Nostalgia

NOSTALGIA

Remember blasts from the past.

Some of the greatest science fiction films ever made did not start with a screenwriter. They started with a book.

The film publication Collider recently ranked the ten greatest sci-fi movies based on books. The list included some titles that will ring a bell: Blade Runner from 1982, The Thing, also from 1982, and the 2006 film Children of Men.

But the film that landed at the very top of the list is one you might not have seen. It is a Soviet film from 1979 called Stalker, directed by Andrei Tarkovsky. It holds a perfect 100 percent score on Rotten Tomatoes.

The screenplay was written by Arkady and Boris Strugatsky, two brothers who based it on their own 1972 novel, Roadside Picnic. That said, Tarkovsky was quick to point out just how different the book and the film really are.

In a 1979 interview with Italian screenwriter Tonino Guerra, Tarkovsky said the two works share almost nothing in common. “The screenplay of Stalker has only two words, two names, in common with the Strugatskys’ novel Roadside Picnic: Stalker and Zone,” he explained.

The film almost belonged to someone else entirely. Tarkovsky said he had originally suggested the novel to his friend, director Georgy Kalatozishvili, thinking it might interest him. Kalatozishvili could not reach an agreement with the Strugatsky brothers, though, and walked away from the project.

white storefront

That is when the idea started coming back to Tarkovsky himself. He told Guerra that he began to see a film built around what he called the classic Aristotelian unities: a single place, a concentrated span of time, and one clear action.

“These classic Aristotelian unities, it seemed to me, allow one to arrive at authentic cinema,” he said. He wanted the story to express what he called the philosophy and condition of the contemporary intellectual.

Tarkovsky died in 1986 at the age of 54. But the film he made that year, the one that almost never happened, is still being talked about and celebrated more than four decades later.

If Stalker has been sitting on your list, this might be the nudge to finally watch it.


**TASK**
Among the lines below, which ones contain the word "Increment"? Copy every such line.

**MATERIAL FOR THIS EXERCISE**
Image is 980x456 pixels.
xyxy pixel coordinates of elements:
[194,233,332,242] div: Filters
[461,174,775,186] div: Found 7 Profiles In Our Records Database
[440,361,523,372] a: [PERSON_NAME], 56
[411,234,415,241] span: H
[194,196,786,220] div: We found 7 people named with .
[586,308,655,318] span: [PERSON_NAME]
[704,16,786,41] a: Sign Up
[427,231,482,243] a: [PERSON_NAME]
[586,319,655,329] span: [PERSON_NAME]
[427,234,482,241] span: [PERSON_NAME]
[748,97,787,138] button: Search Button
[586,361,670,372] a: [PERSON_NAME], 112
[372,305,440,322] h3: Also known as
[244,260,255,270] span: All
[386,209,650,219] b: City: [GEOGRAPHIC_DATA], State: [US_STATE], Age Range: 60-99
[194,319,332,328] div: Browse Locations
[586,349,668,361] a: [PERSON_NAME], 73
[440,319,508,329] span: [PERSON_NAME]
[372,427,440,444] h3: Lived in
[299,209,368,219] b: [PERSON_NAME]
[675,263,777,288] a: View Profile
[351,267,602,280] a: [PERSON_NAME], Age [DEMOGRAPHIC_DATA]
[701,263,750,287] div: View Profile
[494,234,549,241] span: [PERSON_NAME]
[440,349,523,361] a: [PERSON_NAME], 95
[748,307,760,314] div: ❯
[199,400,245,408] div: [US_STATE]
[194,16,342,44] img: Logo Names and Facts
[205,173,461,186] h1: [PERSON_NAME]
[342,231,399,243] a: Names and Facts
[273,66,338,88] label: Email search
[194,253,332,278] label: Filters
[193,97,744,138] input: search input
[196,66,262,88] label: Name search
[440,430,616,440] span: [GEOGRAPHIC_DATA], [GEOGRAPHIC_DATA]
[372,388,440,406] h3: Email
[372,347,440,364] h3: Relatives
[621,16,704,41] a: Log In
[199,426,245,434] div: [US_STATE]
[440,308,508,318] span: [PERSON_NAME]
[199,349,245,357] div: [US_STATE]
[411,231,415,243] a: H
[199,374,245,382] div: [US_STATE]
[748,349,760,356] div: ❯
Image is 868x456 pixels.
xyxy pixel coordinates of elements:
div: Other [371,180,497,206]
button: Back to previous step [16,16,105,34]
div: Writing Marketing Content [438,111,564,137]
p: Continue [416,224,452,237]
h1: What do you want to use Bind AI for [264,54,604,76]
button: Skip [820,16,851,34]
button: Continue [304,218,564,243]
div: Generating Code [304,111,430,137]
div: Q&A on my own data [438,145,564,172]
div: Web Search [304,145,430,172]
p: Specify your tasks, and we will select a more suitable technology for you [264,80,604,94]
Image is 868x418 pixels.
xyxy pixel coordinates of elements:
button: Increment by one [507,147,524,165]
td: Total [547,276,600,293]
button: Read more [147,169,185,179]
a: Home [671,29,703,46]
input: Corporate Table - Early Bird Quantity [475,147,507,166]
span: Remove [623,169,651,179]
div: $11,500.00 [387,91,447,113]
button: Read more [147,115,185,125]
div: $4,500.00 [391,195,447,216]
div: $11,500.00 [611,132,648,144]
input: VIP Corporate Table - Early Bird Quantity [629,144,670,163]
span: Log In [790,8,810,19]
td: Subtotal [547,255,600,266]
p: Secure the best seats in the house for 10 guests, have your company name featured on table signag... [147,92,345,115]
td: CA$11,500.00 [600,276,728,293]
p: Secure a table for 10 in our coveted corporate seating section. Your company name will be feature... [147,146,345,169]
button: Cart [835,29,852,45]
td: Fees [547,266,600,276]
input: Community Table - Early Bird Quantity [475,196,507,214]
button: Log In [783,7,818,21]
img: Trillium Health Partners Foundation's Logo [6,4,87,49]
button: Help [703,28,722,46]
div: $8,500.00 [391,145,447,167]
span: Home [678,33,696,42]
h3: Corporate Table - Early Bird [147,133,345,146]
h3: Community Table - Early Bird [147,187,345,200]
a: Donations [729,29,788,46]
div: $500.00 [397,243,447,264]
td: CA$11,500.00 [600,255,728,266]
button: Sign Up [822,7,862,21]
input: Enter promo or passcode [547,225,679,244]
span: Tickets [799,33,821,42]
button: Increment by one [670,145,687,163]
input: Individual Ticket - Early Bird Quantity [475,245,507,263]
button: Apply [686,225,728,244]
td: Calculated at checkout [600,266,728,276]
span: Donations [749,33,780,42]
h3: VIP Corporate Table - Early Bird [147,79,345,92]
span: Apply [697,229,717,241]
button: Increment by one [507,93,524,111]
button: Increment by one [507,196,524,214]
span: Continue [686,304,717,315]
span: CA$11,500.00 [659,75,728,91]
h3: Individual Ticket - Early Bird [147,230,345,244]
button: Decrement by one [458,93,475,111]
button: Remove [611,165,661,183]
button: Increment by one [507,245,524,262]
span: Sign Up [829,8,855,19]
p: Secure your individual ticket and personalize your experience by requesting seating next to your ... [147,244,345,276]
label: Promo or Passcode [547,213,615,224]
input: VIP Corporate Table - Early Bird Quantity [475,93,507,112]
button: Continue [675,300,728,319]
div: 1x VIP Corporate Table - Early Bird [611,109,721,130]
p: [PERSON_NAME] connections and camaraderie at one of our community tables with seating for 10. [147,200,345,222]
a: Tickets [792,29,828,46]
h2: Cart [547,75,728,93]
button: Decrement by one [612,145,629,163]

**ANSWER TO THIS PROBLEM**
button: Increment by one [507,147,524,165]
button: Increment by one [670,145,687,163]
button: Increment by one [507,93,524,111]
button: Increment by one [507,196,524,214]
button: Increment by one [507,245,524,262]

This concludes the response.